Liberal SCOTUS Justice Sonia Sotomayor did not recuse herself from numerous copyright infringement cases against Penguin Random House, a book publisher, despite it having paid her millions for her books. Her income from those books dwarfed her SCOTUS pay. Justice Neil Gorsuch, a conservative, also did not recuse himself
The Daily Wire reports that she received a total of $3.1 million from the publisher and houses in it in 2010 and 2012. The payment in 2010, was a $1.2 million advance. Knopf Doubleday Group, a part of the conglomerate, paid it. Then another payment came in 2012, when she received two advance payments totaling $1.9 million from the same publishing house.
Despite having received over $3 million from the publisher, Justice Sotomayor then did not recuse herself in the decision of whether to hear a 2013 case involving the publishing house, That case was Aaron Greenspan v. Random House.
She then received another $500,000, this time from Penguin Random House directly, from 2017 to 2021. During that time, the Supreme Court was petitioned by children’s author Jennie Nicassio. Nicasso was suing Penguin Random House, alleging that it sold a book nearly identical to hers. The Daily Wire report on the matter notes that “On the same day that the petition was distributed to the justices, Sotomayor received a $10,586 check from the publisher.”
Another case involving Penguin Random House came up in February 2020, with SCOTUS denying the “writ of certiorari” for it.
Justice Gorsuch also did not recuse himself from a case involving the publisher, as CNN reported, saying:
Conservative Justice Neil Gorsuch, who joined the court in 2017 and also has received hundreds of thousands of dollars in book deals with the publisher, declined to disqualify himself from the more recent case when it came before the court for consideration.
In contrast to Justice Sotomayor and Justice Gorsuch, Justice Breyer, also to the left, did recuse himself from cases involving Penguin Random House and its subsidiary publishing houses, The Daily Wire reported, saying:
Fellow then-justice Stephen Breyer, by contrast, did recuse from the 2013 and 2020 Penguin cases. His wife is related to the family that founded a company, Pearson, which owned a stake in the publisher, and the couple held stock in Pearson: $1 million to $5 million in 2013, shrinking to $100,000 to $250,000 by 2020. Breyer also wrote books for the publisher, though he earned a much smaller amount than Sotomayor.
Sotomayor’s Penguin Random House money dwarfed the pay that she received from the court and made up all of her reported outside earned income, with the exception of $6,000 in payments from groups — some of which related to her book — and a $5,000 “option fee,” which typically relates to books, according to the disclosures. The publisher also footed the bill for her to speak to various groups. Breyer, by contrast, would typically have those groups foot the bill.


Task description:
Exclude the pictures, then restate every entry below exactly.
──────── Data extracts ────────
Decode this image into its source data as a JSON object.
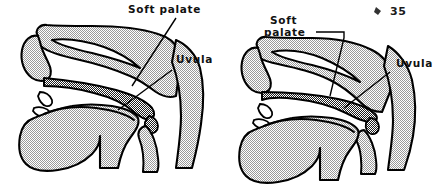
{
  "figure": {
    "number": "35",
    "tick_mark": "⸮",
    "background_color": "#ffffff",
    "ink_color": "#000000",
    "stipple_color": "#8a8a8a",
    "hatch_color": "#2b2b2b"
  },
  "panels": [
    {
      "id": "left",
      "name": "velum-lowered",
      "labels": [
        {
          "name": "soft-palate",
          "lines": [
            "Soft palate"
          ],
          "x": 128,
          "y": 12
        },
        {
          "name": "uvula",
          "lines": [
            "Uvula"
          ],
          "x": 172,
          "y": 62
        }
      ]
    },
    {
      "id": "right",
      "name": "velum-raised",
      "labels": [
        {
          "name": "soft-palate",
          "lines": [
            "Soft",
            "palate"
          ],
          "x": 268,
          "y": 24
        },
        {
          "name": "uvula",
          "lines": [
            "Uvula"
          ],
          "x": 392,
          "y": 66
        }
      ]
    }
  ],
  "caption_number": "35"
}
────────
Response:
Decode this image into its source data as a JSON object.
{
  "figure": {
    "number": "35",
    "tick_mark": "⸮",
    "background_color": "#ffffff",
    "ink_color": "#000000",
    "stipple_color": "#8a8a8a",
    "hatch_color": "#2b2b2b"
  },
  "panels": [
    {
      "id": "left",
      "name": "velum-lowered",
      "labels": [
        {
          "name": "soft-palate",
          "lines": [
            "Soft palate"
          ],
          "x": 128,
          "y": 12
        },
        {
          "name": "uvula",
          "lines": [
            "Uvula"
          ],
          "x": 172,
          "y": 62
        }
      ]
    },
    {
      "id": "right",
      "name": "velum-raised",
      "labels": [
        {
          "name": "soft-palate",
          "lines": [
            "Soft",
            "palate"
          ],
          "x": 268,
          "y": 24
        },
        {
          "name": "uvula",
          "lines": [
            "Uvula"
          ],
          "x": 392,
          "y": 66
        }
      ]
    }
  ],
  "caption_number": "35"
}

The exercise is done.